At the dawn of the space age, no one knew whether the human body could survive conditions of rocket launch and space flight. The US Space program experimented with a variety of primate species between 1948 and 1961, including rhesus monkeys, crab-eating macaques, squirrel monkeys, pig-tailed macaques, and chimpanzees.

On May 28, 1959, a squirrel monkey named “Miss Baker” became the first of the US space program, to survive the stresses of spaceflight and related medical procedures. A rhesus monkey called “Miss Able” survived the mission as well, but died four days later as the result of a reaction to anesthesia.
Soviet engineers experimented with dogs on a number of orbital and sub-orbital flights, to determine the feasibility of human space flight. The Soviet Union launched missions with positions for at least 57 dogs in the fifties and early sixties, though the actual number is smaller. Some flew more than once.

Most survived. As with the early US program, those who did not often died as the result of equipment malfunction. The first animal to be sent into orbit, was a different story.
Three dogs were plucked from the streets of Moscow and trained for the purpose. “Laika” was an 11lb mutt, possibly a terrier-husky cross. In Russian, the word means “Barker”. Laika was chosen due to her small size and calm disposition. One scientist wrote, “Laika was quiet and charming.”
First, were the long periods of close confinement, meant to replicate the tiny cabin of Sputnik 2. Then came the centrifuge, the highly nutritional but thoroughly unappetizing gel she was meant to eat in space, and then the probes and electrodes that monitored her vital signs.

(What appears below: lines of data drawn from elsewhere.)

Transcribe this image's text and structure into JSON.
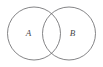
{
  "figure": {
    "name": "venn-diagram",
    "type": "venn-two-set",
    "background_color": "#ffffff",
    "stroke_color": "#6e6e70",
    "label_color": "#4a4a4c",
    "width": 103,
    "height": 67
  },
  "sets": [
    {
      "id": "set-a",
      "label": "A",
      "cx": 34,
      "cy": 33.5,
      "r": 26.5,
      "label_x": 28.5,
      "label_y": 33.5
    },
    {
      "id": "set-b",
      "label": "B",
      "cx": 69,
      "cy": 33.5,
      "r": 26.5,
      "label_x": 72.5,
      "label_y": 33.5
    }
  ]
}
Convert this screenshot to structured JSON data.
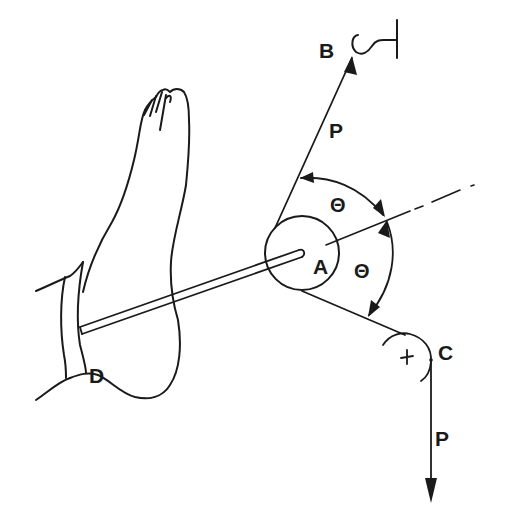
{
  "figure": {
    "labels": {
      "point_a": "A",
      "point_b": "B",
      "point_c": "C",
      "point_d": "D",
      "force_upper": "P",
      "force_lower": "P",
      "angle_upper": "Θ",
      "angle_lower": "Θ"
    },
    "elements": {
      "anchor": "hook attached to fixed support at B",
      "pulley_a": "circular pulley at A",
      "pulley_c": "pulley at C with center marked +",
      "rod": "rod from D on the foot to A",
      "axis": "dash-dot bisector axis through A",
      "foot": "outline of foot with strap"
    },
    "colors": {
      "ink": "#1a1a1a",
      "background": "#ffffff"
    }
  }
}
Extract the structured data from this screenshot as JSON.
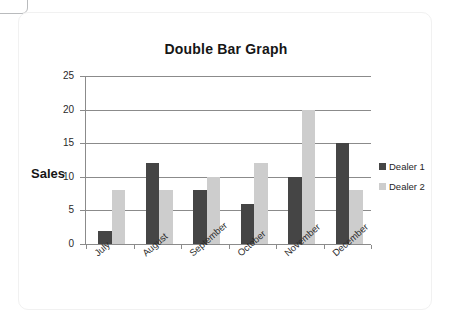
{
  "chart_data": {
    "type": "bar",
    "title": "Double Bar Graph",
    "xlabel": "",
    "ylabel": "Sales",
    "ylim": [
      0,
      25
    ],
    "yticks": [
      0,
      5,
      10,
      15,
      20,
      25
    ],
    "grid": true,
    "legend_position": "right",
    "categories": [
      "July",
      "August",
      "September",
      "October",
      "November",
      "December"
    ],
    "series": [
      {
        "name": "Dealer 1",
        "color": "#454545",
        "values": [
          2,
          12,
          8,
          6,
          10,
          15
        ]
      },
      {
        "name": "Dealer 2",
        "color": "#cdcdcd",
        "values": [
          8,
          8,
          10,
          12,
          20,
          8
        ]
      }
    ]
  }
}
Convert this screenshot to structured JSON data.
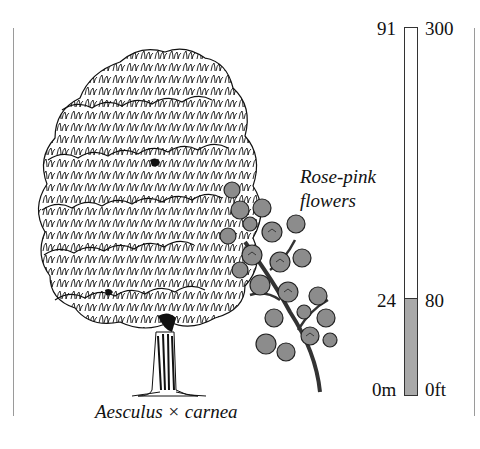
{
  "species": {
    "name": "Aesculus × carnea",
    "flower_note_line1": "Rose-pink",
    "flower_note_line2": "flowers"
  },
  "scale": {
    "metric": {
      "top": "91",
      "mark": "24",
      "bottom": "0m"
    },
    "imperial": {
      "top": "300",
      "mark": "80",
      "bottom": "0ft"
    },
    "max_height_m": 91,
    "tree_height_m": 24,
    "max_height_ft": 300,
    "tree_height_ft": 80,
    "fill_color": "#a9a9a9"
  },
  "illustration": {
    "tree": "deciduous-tree-line-drawing",
    "branch": "flower-panicle-drawing",
    "flower_color": "#8c8c8c"
  }
}
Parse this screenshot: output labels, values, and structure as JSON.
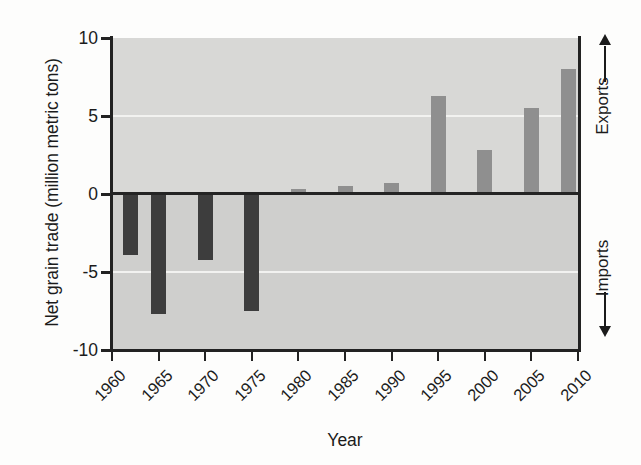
{
  "chart_data": {
    "type": "bar",
    "title": "",
    "xlabel": "Year",
    "ylabel": "Net grain trade (million metric tons)",
    "ylim": [
      -10,
      10
    ],
    "xlim": [
      1960,
      2010
    ],
    "grid": true,
    "legend_position": "none",
    "ytick_labels": [
      "10",
      "5",
      "0",
      "-5",
      "-10"
    ],
    "ytick_values": [
      10,
      5,
      0,
      -5,
      -10
    ],
    "xtick_labels": [
      "1960",
      "1965",
      "1970",
      "1975",
      "1980",
      "1985",
      "1990",
      "1995",
      "2000",
      "2005",
      "2010"
    ],
    "xtick_values": [
      1960,
      1965,
      1970,
      1975,
      1980,
      1985,
      1990,
      1995,
      2000,
      2005,
      2010
    ],
    "x": [
      1962,
      1965,
      1970,
      1975,
      1980,
      1985,
      1990,
      1995,
      2000,
      2005,
      2009
    ],
    "values": [
      -3.9,
      -7.7,
      -4.2,
      -7.5,
      0.3,
      0.5,
      0.7,
      6.3,
      2.8,
      5.5,
      8.0
    ],
    "series": [
      {
        "name": "Net grain trade",
        "values": [
          -3.9,
          -7.7,
          -4.2,
          -7.5,
          0.3,
          0.5,
          0.7,
          6.3,
          2.8,
          5.5,
          8.0
        ]
      }
    ],
    "annotations": [
      {
        "text": "Exports",
        "position": "right-upper",
        "arrow": "up"
      },
      {
        "text": "Imports",
        "position": "right-lower",
        "arrow": "down"
      }
    ],
    "colors": {
      "negative_bar": "#3d3d3d",
      "positive_bar": "#8f8f8f",
      "plot_background": "#d3d3d1",
      "gridline": "#f2f2f0",
      "axis": "#222222"
    }
  },
  "axis": {
    "y_title": "Net grain trade (million metric tons)",
    "x_title": "Year"
  },
  "side_labels": {
    "exports": "Exports",
    "imports": "Imports",
    "up_arrow": "↑",
    "down_arrow": "↓"
  }
}
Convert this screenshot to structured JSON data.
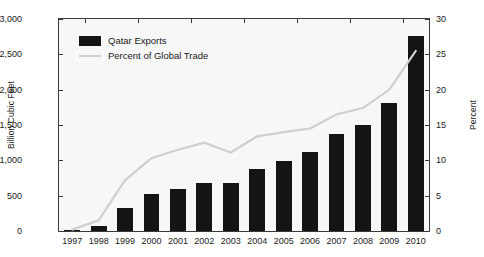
{
  "chart_data": {
    "type": "bar",
    "title": "",
    "xlabel": "",
    "ylabel": "Billion Cubic Feet",
    "y2label": "Percent",
    "ylim": [
      0,
      3000
    ],
    "y2lim": [
      0,
      30
    ],
    "yticks": [
      "0",
      "500",
      "1,000",
      "1,500",
      "2,000",
      "2,500",
      "3,000"
    ],
    "ytick_values": [
      0,
      500,
      1000,
      1500,
      2000,
      2500,
      3000
    ],
    "y2ticks": [
      "0",
      "5",
      "10",
      "15",
      "20",
      "25",
      "30"
    ],
    "y2tick_values": [
      0,
      5,
      10,
      15,
      20,
      25,
      30
    ],
    "grid": false,
    "legend_position": "top-left",
    "categories": [
      "1997",
      "1998",
      "1999",
      "2000",
      "2001",
      "2002",
      "2003",
      "2004",
      "2005",
      "2006",
      "2007",
      "2008",
      "2009",
      "2010"
    ],
    "series": [
      {
        "name": "Qatar Exports",
        "type": "bar",
        "axis": "left",
        "unit": "Billion Cubic Feet",
        "color": "#141414",
        "values": [
          15,
          75,
          320,
          520,
          600,
          685,
          680,
          875,
          990,
          1115,
          1370,
          1505,
          1810,
          2755
        ]
      },
      {
        "name": "Percent of Global Trade",
        "type": "line",
        "axis": "right",
        "unit": "Percent",
        "color": "#cfcfcf",
        "values": [
          0.2,
          1.5,
          7.2,
          10.3,
          11.5,
          12.5,
          11.1,
          13.4,
          14.0,
          14.5,
          16.5,
          17.4,
          20.0,
          25.5
        ]
      }
    ]
  },
  "legend": {
    "items": [
      {
        "label": "Qatar Exports",
        "marker": "bar-swatch"
      },
      {
        "label": "Percent of Global Trade",
        "marker": "line-swatch"
      }
    ]
  },
  "colors": {
    "bar": "#141414",
    "line": "#cfcfcf",
    "plot_background": "#f7f7f7",
    "axis": "#3a3a3a",
    "text": "#1a1a1a"
  }
}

The day before the launch sequence, Vladimir Yazdovsky took her home to play with his kids. “I wanted to do something nice for her,” he explained. “She had so little time left to live.”
Laika was placed inside the capsule for three days, tightly harnessed in a way that only allowed her to stand, sit and lie down. Finally, it was November 3, 1957. Launch day. One of the technicians “kissed her nose and wished her bon voyage, knowing that she would not survive the flight”.
Sensors showed her heart rate to be 103 beats/minute at time of launch, spiking to 240 during acceleration. She ate some of her food in the early stages, but remained stressed and agitated. The thermal control system malfunctioned shortly into the flight, the temperature inside the capsule rising to 104°, Fahrenheit. Five to seven hours into the flight, there were no further signs of life.
There were official hints about Laika parachuting safely to earth, and then tales of a painless and humane, euthanasia. Soviet propaganda portrayed “the first traveler in the cosmos”, heroic images printed on posters, stamps and matchbook covers. Soviet authorities concealed Laika’s true cause of death and how long it took her to die. That information would not be divulged , until 2002.
In the beginning, the US News media focused on the politics of the launch. It was all about the “Space Race”, and the Soviet Union running up the score. First had been the unoccupied Sputnik 1, now Sputnik 2 had put the first living creature into space. The more smartass specimens among the American media, called the launch “Muttnik”.
Sputnik 2 became controversial, as animal lovers began to question the ethics of sending a dog to certain death in space. In the UK, the Royal Society for the Prevention of Cruelty to Animals received protests before Radio Moscow was finished with their launch broadcast. The National Canine Defense League called on dog owners to observe a minute’s silence.
Protesters gathered with their dogs in front of the UN building, to express their outrage. In the Soviet Union, political dissent was squelched, as always. Of all Soviet bloc nations, it was probably Poland who went farthest out on that limb, when the scientific periodical Kto, Kiedy, Dlaczego (“Who, When, Why”), reported Laika’s death as “regrettable”. “Undoubtedly a great loss for science”.
Sputnik 2 and its passenger left the vacuum of space on April 14, 1958, burning up in the outer atmosphere.
It was not until 1998 and the collapse of the Soviet tower of lies, that Oleg Gazenko, one of the scientists who had trained the dog, was free to speak his mind. “Work with animals is a source of suffering to all of us”, he said, “We treat them like babies who cannot speak. The more time passes, the more I’m sorry about it. We shouldn’t have done it…We did not learn enough from this mission to justify the death of the dog”.
Afterward
As a dog lover, I feel the need to add a more upbeat postscript, to this thoroughly depressing story.
“Belka” and “Strelka” spent a day in space aboard Sputnik 5 on August 19, 1960, and returned safely to Earth. The first Earth-born creatures to go into orbit and return alive.
Strelka later gave birth to six puppies, fathered by “Pushok”, a dog who’d participated in

ground-based space experiments, but never flew. Nikita Khrushchev gave “Pushinka”, one of the puppies, to President John F. Kennedy in 1961.
Pushinka and a Kennedy dog named “Charlie” conducted their own Cold War rapprochement, resulting in four puppies. Pups that JFK jokingly referred to as “pupniks”. Pushinka’s descendants are still living, to this day.